§ 49. Mr. Parkerasked the Minister without Portfolio what arrangements are being made as regards the Anglo-French supply organisation in this country and in the United States of America as a result of recent events in France?
§ The Minister without Portfolio (Mr. Arthur Greenwood)The chairman of the Anglo-French Co-ordinating Committee, Monsieur Monnet, who, as an Allied Officer under a joint mandate from the British and French Prime Ministers, has been at the head of the Anglo-French Supply Organisation, tendered his resignation on 3rd July. I wish to express the British Government's sense of its great debt to Monsieur Monnet for his services to this country as well as to France in regard to the general work of the Allied supply organisation and, in particular, the joint purchase of aeroplanes and munitions in the United States of America. The Anglo-French Co-ordinating Committee and the Anglo-French Executives, which served a most useful function so long as Great Britain and France were fighting together as Allies, are now being dissolved. The Anglo-French Purchasing Board, of which Mr. Purvis, the head of the British Purchasing Commission in New York, has been chairman, is also being dissolved. The British Commission will, of course, remain under the very able direction of Mr. Purvis, to deal with the increased and increasing British purchases in the United States of America. In London a small central organisation, in place of the Anglo-French organisation which previously served the purpose, is being established to co-ordinate the demands on the British Purchasing Commission. This organisation will be in the charge of Mr. T. H. Brand and will form a focus for the central consideration of matters of general policy and for the co-ordination of major demands. Arrangements will be made to continue a suitable liaison with our Allies who have purchases to make in North America as part of the common war effort.
Under the allocation of duties between the different Members of the War Cabinet, the organisation comes within my responsibility as chairman of the Production Council; and, with the consent of my right hon. Friend the Minister of Shipping, I have asked the Parliamentary 1343 Secretary of the Ministry of Shipping to exercise a general oversight of the new organisation and to be chairman of a North American Supply Committee, composed of the interested Departments, for the consideration of general questions arising from the purchasing programmes in the United States of America and Canada. I should add that although there was no Anglo-French purchasing organisation in Canada, we have hitherto maintained a British Supply Board in Ottawa which dealt with both British and French orders. This Board is now being wound up on the completion of arrangements whereby the Canadian Department of Munitions and Supply has undertaken to receive notice of our requirements direct from the Supply Departments concerned and to arrange for the placing of these orders and the development of the productive capacity required. We welcome this valuable co-operation on the part of the Canadian Government.
§ Mr. ParkerWill this British purchasing body buy for the Allied Armies who are fighting with us?
§ Mr. GreenwoodThe intention is, now that the French are out of it, to utilise this new organisation for the purchase of all war supplies required by those Allies still fighting for us.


### TASK DESCRIPTION
The entries must be set down again word for word; no pictures belong in the copy.

** Opening EXTRACTED RECORDS block **

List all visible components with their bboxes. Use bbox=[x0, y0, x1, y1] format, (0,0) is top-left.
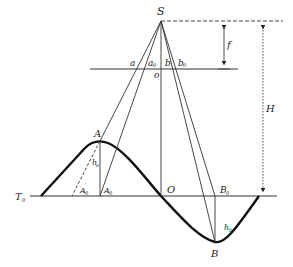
label-H: H bbox=[265, 103, 275, 114]
label-A0prime-sup: ′ bbox=[85, 181, 87, 188]
label-A0-sub: 0 bbox=[109, 190, 113, 196]
label-ha-sub: a bbox=[96, 162, 99, 168]
label-B0-sub: 0 bbox=[226, 190, 230, 196]
label-S: S bbox=[157, 5, 165, 18]
label-O: O bbox=[167, 184, 175, 195]
label-B: B bbox=[210, 248, 218, 259]
label-hb-sub: b bbox=[229, 227, 232, 233]
label-A0prime-sub: 0 bbox=[85, 190, 89, 196]
label-T0-sub: 0 bbox=[22, 197, 26, 203]
label-o: o bbox=[154, 70, 160, 80]
label-a: a bbox=[130, 58, 135, 68]
label-A: A bbox=[93, 128, 101, 139]
label-b: b bbox=[165, 58, 171, 68]
ray-S-A bbox=[100, 21, 161, 141]
ray-S-B0 bbox=[161, 21, 215, 196]
ray-S-B bbox=[161, 21, 215, 242]
ray-S-A0 bbox=[100, 21, 161, 196]
label-b0-sub: 0 bbox=[183, 62, 187, 68]
label-f: f bbox=[226, 39, 233, 50]
label-a0-sub: 0 bbox=[153, 62, 157, 68]
projection-diagram: S f H a a 0 b b 0 o A h a A 0 ′ A 0 O B … bbox=[0, 0, 293, 267]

** Closing EXTRACTED RECORDS block **

### ANSWER TO THIS EXERCISE
List all visible components with their bboxes. Use bbox=[x0, y0, x1, y1] format, (0,0) is top-left.
label-H: H bbox=[265, 103, 275, 114]
label-A0prime-sup: ′ bbox=[85, 181, 87, 188]
label-A0-sub: 0 bbox=[109, 190, 113, 196]
label-ha-sub: a bbox=[96, 162, 99, 168]
label-B0-sub: 0 bbox=[226, 190, 230, 196]
label-S: S bbox=[157, 5, 165, 18]
label-O: O bbox=[167, 184, 175, 195]
label-B: B bbox=[210, 248, 218, 259]
label-hb-sub: b bbox=[229, 227, 232, 233]
label-A0prime-sub: 0 bbox=[85, 190, 89, 196]
label-T0-sub: 0 bbox=[22, 197, 26, 203]
label-o: o bbox=[154, 70, 160, 80]
label-a: a bbox=[130, 58, 135, 68]
label-A: A bbox=[93, 128, 101, 139]
label-b: b bbox=[165, 58, 171, 68]
ray-S-A bbox=[100, 21, 161, 141]
ray-S-B0 bbox=[161, 21, 215, 196]
ray-S-B bbox=[161, 21, 215, 242]
ray-S-A0 bbox=[100, 21, 161, 196]
label-b0-sub: 0 bbox=[183, 62, 187, 68]
label-f: f bbox=[226, 39, 233, 50]
label-a0-sub: 0 bbox=[153, 62, 157, 68]
projection-diagram: S f H a a 0 b b 0 o A h a A 0 ′ A 0 O B … bbox=[0, 0, 293, 267]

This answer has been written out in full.